Pair rotation is when the team uses pair programming and changes pairs frequently.

Why?

What you achieve from pair programming and pair rotation working well is collective code ownership.

Due to pair rotation the team is much more healthy as

  • Everyone knows about most parts of the system
  • No one person or few individuals are overloaded with a lot of work
  • It makes code reviews obsolete (although pair programming itself reduces the need of code reviews)

When

Usually teams rotate pairs right after the standup when they signup for the work they would be doing. This may also happen at a certain agreed upon frequency. This frequency can vary from 1 day to 3 days. Multiple resources on pair programming talk about rotating pairs multiple times a day, but I haven’t seen it done often. Most of the times it doesn’t help in dealing with context switching and can lead to the team being slower.
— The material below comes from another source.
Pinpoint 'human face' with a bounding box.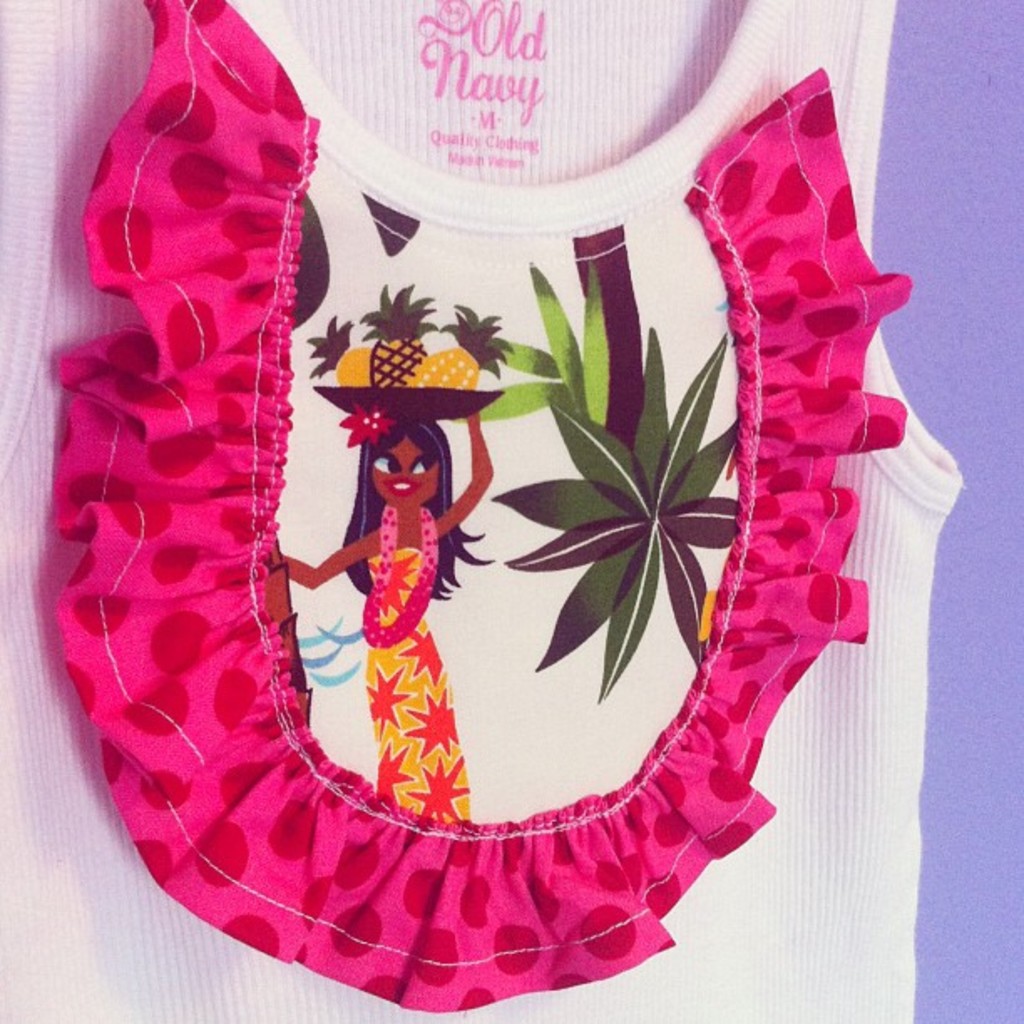
371 440 440 505.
From my experience working on multiple teams of various sizes, I would say that if we don’t switch pairs for more than 2 days then it is something to pay attention to. Pairing for beyond 2 days usually means there might be a knowledge silo being created on the team.

How

There are two ways I have seen pair rotation happen on teams:

Anchor

This is when pair rotation happens where one person (say ‘A’ ) from the pair (of ‘A’ and ‘B’), continues on the user story till the completion of the story. The person ‘B’ in this context, can be replaced by ‘C’ , ‘D’ and so on. This means that person ‘A’ carries context and conversations throughout the story. This technique can be useful when

  • Someone is new to the project and trying to understand some area well. It is good for the person to be the anchor pair on the story.
  • When the story needs a lot of people interaction (may be with other team or even vendors) it may be useful to have one person stay along the whole story to provide historical context.

Relay

This is when one person from the pair continues but the second time you switch pairs the new person stays and the person who started initially person leaves the story. The pairing would look like this :

  • A and B
  • B and C
  • C and D
  • …and so on

The advantage of this technique is that different pairs are looking at the same piece of work. It works well when most of the team knows about the current story and the logic of the story is not too complex and can be shared quickly.

One thing to keep in mind is that the above way wouldn’t work if stories regularly run for more than a couple of days.

Conclusion

These are just ways of trying things. Be agile and don’t think of these as rules. Try and tweak these as per your team and the work you are doing.

Thanks to Nikita Gupta for reviewing this blog.